The main question in the interpretation of the experimental data presented in this
study is the shape of the reduction transients. Very short time lags are observed
between a change in oxygen activity outside the rust layer and the onset of the current
rise but simultaneously rise times are quite long. Three models are discussed to
interpret these results. The transients may be explained by a distribution of simple
cylindrical pores. Very long pores of some mm length have to be considered in order
to interpret long rise times.

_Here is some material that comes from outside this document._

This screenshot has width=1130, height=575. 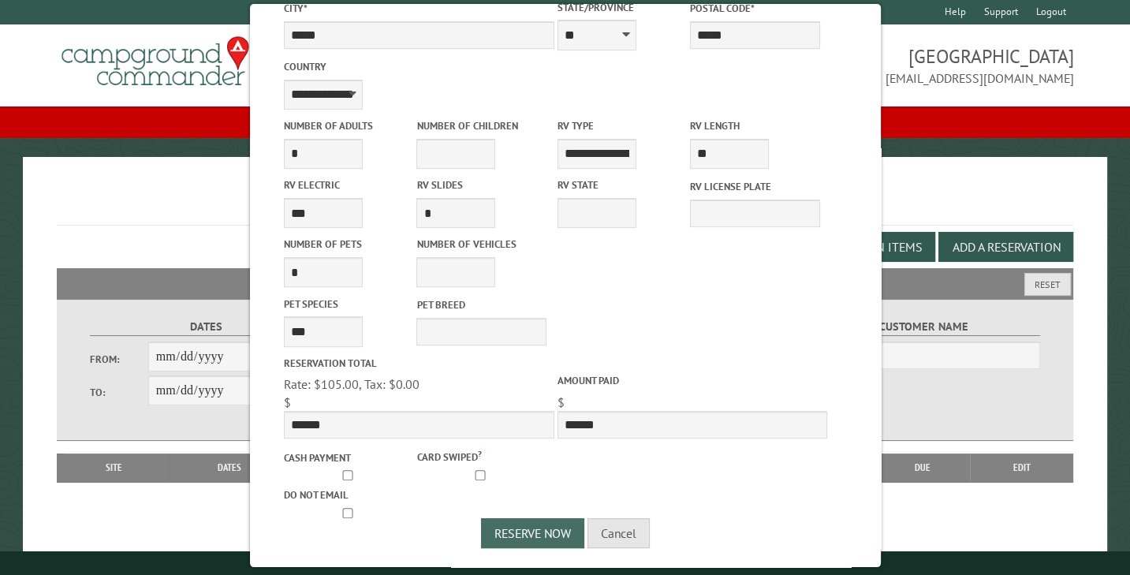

Also a distribution of the diffusion coefficient of oxygen
is discussed, which may result from the diffusion through pores of some nm in
diameter (frequent oxygen l wall collision) or from the diffusion of oxygen through
F e O O H membranes. The diffusion coefficient of oxygen has to be some orders of
magnitude smaller than the one in water in order to explain the observed long rise
times. Last, but not least, the influence of the shape of the pores is discussed, which
may deviate significantly from a simple cylindrical shape. Bottle-neck type diffusion
may occur, but this transport cannot be described theoretically in an adequate
manner, as long as the detailed pore shape is unknown.
It should be mentioned that this work is quite important for the understanding of
the corrosion of steel in neutral electrolytes. For the first time it has been shown that
oxygen is reduced within the oxide scale and not at the metal/electrolyte interface.

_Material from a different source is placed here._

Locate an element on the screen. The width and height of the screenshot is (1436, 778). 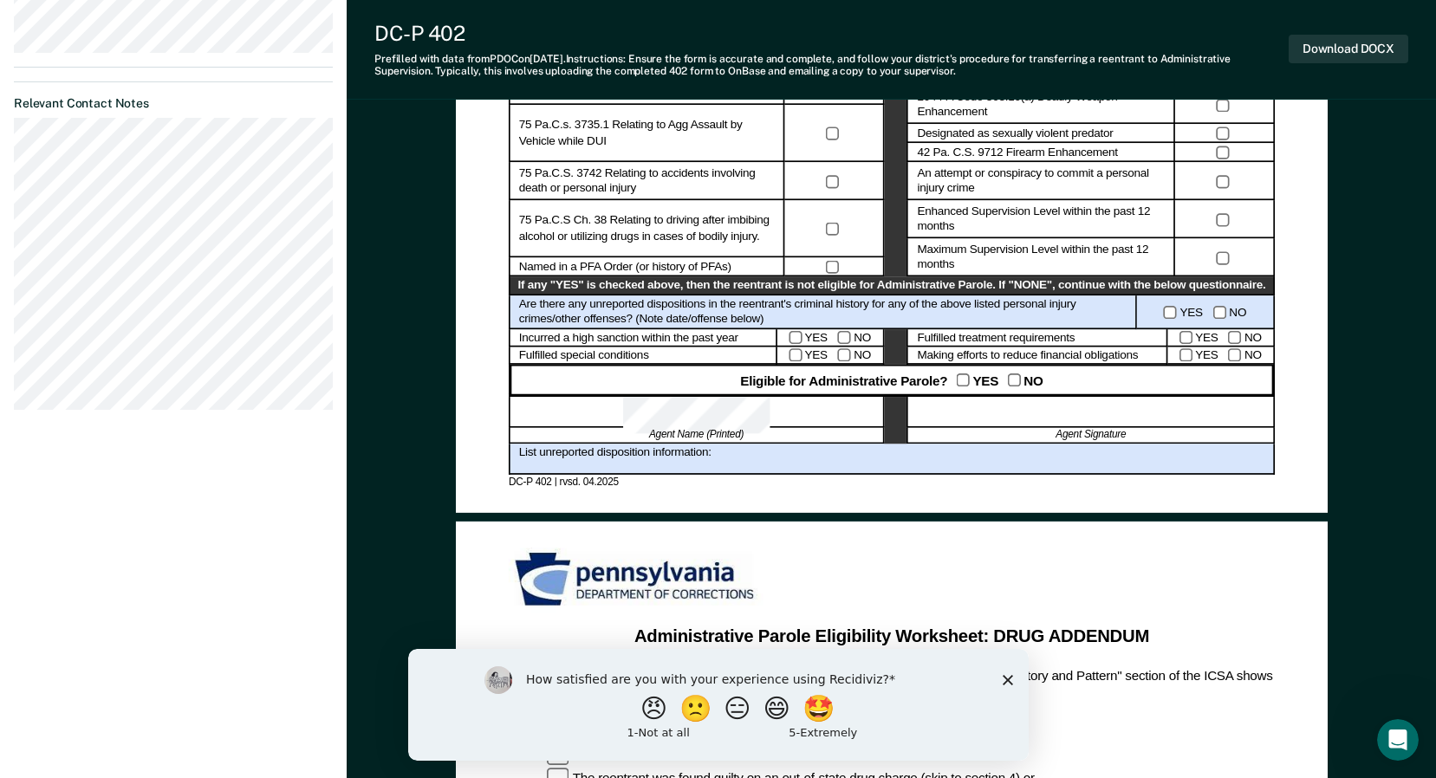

This implies that the electronic structure of the oxides will strongly influence the
reduction of oxygen and therefore also the corrosion rate. Many alloys of technologi-
cal importance contain elements like Cu or Cr, which are dissolved during corrosion
and incorporated into the corrosion layer. 35 For of a homogenous solution of these
cations inside the iron oxide lattice, strong changes of the electronic conductivity
358 M. STRATMANNand J. ML/LLER

m a y b e e x p e c t e d . A s an e x a m p l e m a g n e t i t e ( F e 3 0 4 ) is a m e t a l l i c c o n d u c t o r , w h e r e a s
the spinel F e z C u O 4 is an i n s u l a t o r . A l s o c a t i o n s a n d a n i o n s o r i g i n a t i n g f r o m t h e
e l e c t r o l y t e like c a r b o n a t e s m a y b e p r e c i p i t a t e d inside the rust l a y e r a n d m a y
influence t h e r a t e of o x y g e n r e d u c t i o n at t h e o x i d e / e l e c t r o l y t e interface. T h e results
o f this p a p e r a r e o f significance also for t h e u n d e r s t a n d i n g o f the a t m o s p h e r i c
c o r r o s i o n o f i r o n a n d steel. 6 It has b e e n s h o w n t h a t in a large p o t e n t i a l r a n g e o x y g e n
is r e d u c e d u n d e r diffusion c o n t r o l . If n o w t h e t h i c k n e s s o f t h e e l e c t r o l y t e inside t h e
p o r e s d e c r e a s e s d u r i n g d r y i n g , t h e diffusion o f o x y g e n is a c c e l e r a t e d a n d the
r e d u c t i o n r a t e increases. A t the s a m e t i m e t h e c o r r o s i o n p o t e n t i a l is shifted
a n o d i c a l l y , h o w e v e r , a n d t h e o x y g e n r e d u c t i o n is no l o n g e r diffusionally c o n t r o l l e d
for v e r y thin e l e c t r o l y t e films, b u t its r a t e is d e t e r m i n e d by the c h a r g e t r a n s f e r
kinetics ( e q u a t i o n 10). 25'36 This rate is d i r e c t l y p r o p o r t i o n a l to the surface o f iron
o x i d e s e n r i c h e d in F e z+ a n d e x t r e m e l y high r a t e s o f o x y g e n r e d u c t i o n result, as
o x y g e n is r e d u c e d on a large a r e a c a t h o d e . If o x y g e n w o u l d be r e d u c e d o n l y at the
m e t a l / e l e c t r o l y t e i n t e r f a c e , m u c h s m a l l e r c o r r o s i o n rates c o u l d be a c h i e v e d . T h e rate
o f the a t m o s p h e r i c c o r r o s i o n is d e t e r m i n e d for thin films by t h e e l e c t r o n i c p r o p e r t i e s
o f t h e rust l a y e r a n d the c o r r o s i o n r a t e i m m e d i a t e l y d e c r e a s e s as t h e s e o x i d e s a r e
r e - o x i d i z e d . 25

Acknowledgements--These studies have been funded by the Deutsche Forschungsgemeinschaft as part of


the "Schwerpunktprogramm Korrosionsforschung". The financial support is gratefully acknowledged.